Text 19. GRAPHIC DESIGN VS. DESKTOP PUBLISHING

1. Working in pairs, discuss the following questions:

1. Can you think of professionals who use graphic design? How do they use it?

2. What kinds of documents can be produced with desktop publishing software?

3. Which of these should be published in electronic form and which in traditional paper versions? (a newspaper, a manual, schoolbooks, an encyclopedia)

2. Read the text and give the main idea of each paragraph:

The term "desktop publishing" was coined by Paul Brainerd, a founder of Aldus Corporation in 1985. He looked for a marketing catch-phrase that could describe the small size and relative affordability of this suite of products in contrast to the expensive commercial equipment existing at that time.

Desktop publishing refers to the process of using the computer to produce documents such as newsletters, brochures, books, and other publications that were once created manually using a variety of non-computer techniques along with large complex phototypesetting machines. Today desktop publishing software does it all - almost.

Properly speaking, desktop publishing is the technical assembly of digital files in the proper format for printing. In practical use, much of the "graphic design" process is also accomplished using desktop publishing and graphics software and is sometimes included in the definition of desktop publishing.

In fact, graphic design and desktop publishing are so similar that people often use the terms interchangeably. However, there is a certain difference between them.

Graphic design jobs involve the creative process of coming up with the concepts and ideas and arrangements that can present a specific message visually, while desktop publishing is the mechanical process that the designer and the non-designer use to turn their ideas for newsletters, brochures, ads, posters, greeting cards, and other projects into digital files for desktop or commercial printing. While desktop publishing requires a certain amount of creativity, it is more production-oriented than design-oriented.

Graphic designers use desktop publishing software and techniques to create the print materials they envision. The computer and desktop publishing software also aids in the creative process by allowing the designer to easily try out various page layouts, fonts, colors, and other elements.

Non-designers also use desktop publishing software and techniques to create print projects for business or pleasure. The amount of creative design that goes into these projects varies greatly. The computer and desktop publishing software, along with professionally-designed templates, allow consumers to construct and print the same type of projects as graphic designers although the overall product may not be as well-thought out, carefully crafted, or polished as the work of a professional designer.

When desktop publishing software first debuted, it was almost the exclusive realm of graphic designers. However, with the advent of more desktop publishing software and easier-to-use, consumer-oriented software desktop publishing became accessible to a wider range of people, including non-designers and others without graphic design experience (small business owners, secretaries, teachers, students, and individual consumers).

Despite the fact that nowadays most graphic designers are still involved in desktop publishing - the production side of design – some of them are quite vocal about their distaste for it, and the term desktop publisher often carries negative connotations of an amateur.

3. Answer the questions using the information in the text:

1. What does desktop publishing refer to?

2. What is the difference between desktop publishing and graphic design?

3. Whouses desktop publishing software and techniques? What for?

4. How does the computer and desktop publishing software aid in the creative process?

5.What is done to makedesktop publishing accessible to a wider range of people?

4. Decide if the following sentences are true or false. Correct the false ones:

1. The term "desktop publishing" was coined by John Brainerd, a founder of Abus Corporation.

2. Desktop publishing is a means of publishing reports, advertising, etc., to typeset quality using a desktop computer.

3. There is no difference between graphic design and desktop publishing.

4. Desktop publishing is the mechanical process that the designer use to turn his ideas for any projects into digital files for printing.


Quote the entries in full, character for character, without their images.

=== Begin Enclosure ===

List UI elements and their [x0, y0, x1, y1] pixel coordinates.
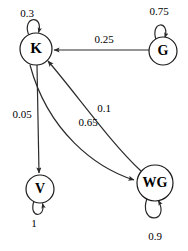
node-k[interactable]: K — [20, 33, 52, 65]
edge-label-wg-self: 0.9 — [148, 230, 162, 242]
edge-label-k-to-wg: 0.65 — [78, 116, 98, 128]
node-v-label: V — [35, 181, 45, 196]
edge-label-wg-to-k: 0.1 — [97, 102, 111, 114]
edge-label-g-self: 0.75 — [149, 5, 169, 17]
state-transition-diagram: K G V WG 0.3 0.75 1 0.9 0.25 0.05 0.1 0.… — [0, 0, 188, 251]
edge-k-self-loop — [27, 20, 39, 35]
diagram-canvas: K G V WG 0.3 0.75 1 0.9 0.25 0.05 0.1 0.… — [0, 0, 188, 251]
node-g[interactable]: G — [149, 37, 177, 65]
edge-label-v-self: 1 — [31, 217, 37, 229]
node-wg-label: WG — [143, 175, 168, 190]
edge-label-k-self: 0.3 — [20, 7, 34, 19]
edge-label-k-to-v: 0.05 — [12, 108, 32, 120]
edge-label-g-to-k: 0.25 — [94, 33, 114, 45]
edge-k-to-v — [37, 65, 39, 173]
node-g-label: G — [158, 43, 169, 58]
node-wg[interactable]: WG — [137, 165, 173, 201]
node-v[interactable]: V — [26, 175, 54, 203]
node-k-label: K — [30, 40, 42, 56]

=== End Enclosure ===

= Solution below =
List UI elements and their [x0, y0, x1, y1] pixel coordinates.
node-k[interactable]: K — [20, 33, 52, 65]
edge-label-wg-self: 0.9 — [148, 230, 162, 242]
edge-label-k-to-wg: 0.65 — [78, 116, 98, 128]
node-v-label: V — [35, 181, 45, 196]
edge-label-wg-to-k: 0.1 — [97, 102, 111, 114]
edge-label-g-self: 0.75 — [149, 5, 169, 17]
state-transition-diagram: K G V WG 0.3 0.75 1 0.9 0.25 0.05 0.1 0.… — [0, 0, 188, 251]
edge-k-self-loop — [27, 20, 39, 35]
diagram-canvas: K G V WG 0.3 0.75 1 0.9 0.25 0.05 0.1 0.… — [0, 0, 188, 251]
node-g[interactable]: G — [149, 37, 177, 65]
edge-label-v-self: 1 — [31, 217, 37, 229]
node-wg-label: WG — [143, 175, 168, 190]
edge-label-k-self: 0.3 — [20, 7, 34, 19]
edge-label-k-to-v: 0.05 — [12, 108, 32, 120]
edge-label-g-to-k: 0.25 — [94, 33, 114, 45]
edge-k-to-v — [37, 65, 39, 173]
node-g-label: G — [158, 43, 169, 58]
node-wg[interactable]: WG — [137, 165, 173, 201]
node-v[interactable]: V — [26, 175, 54, 203]
node-k-label: K — [30, 40, 42, 56]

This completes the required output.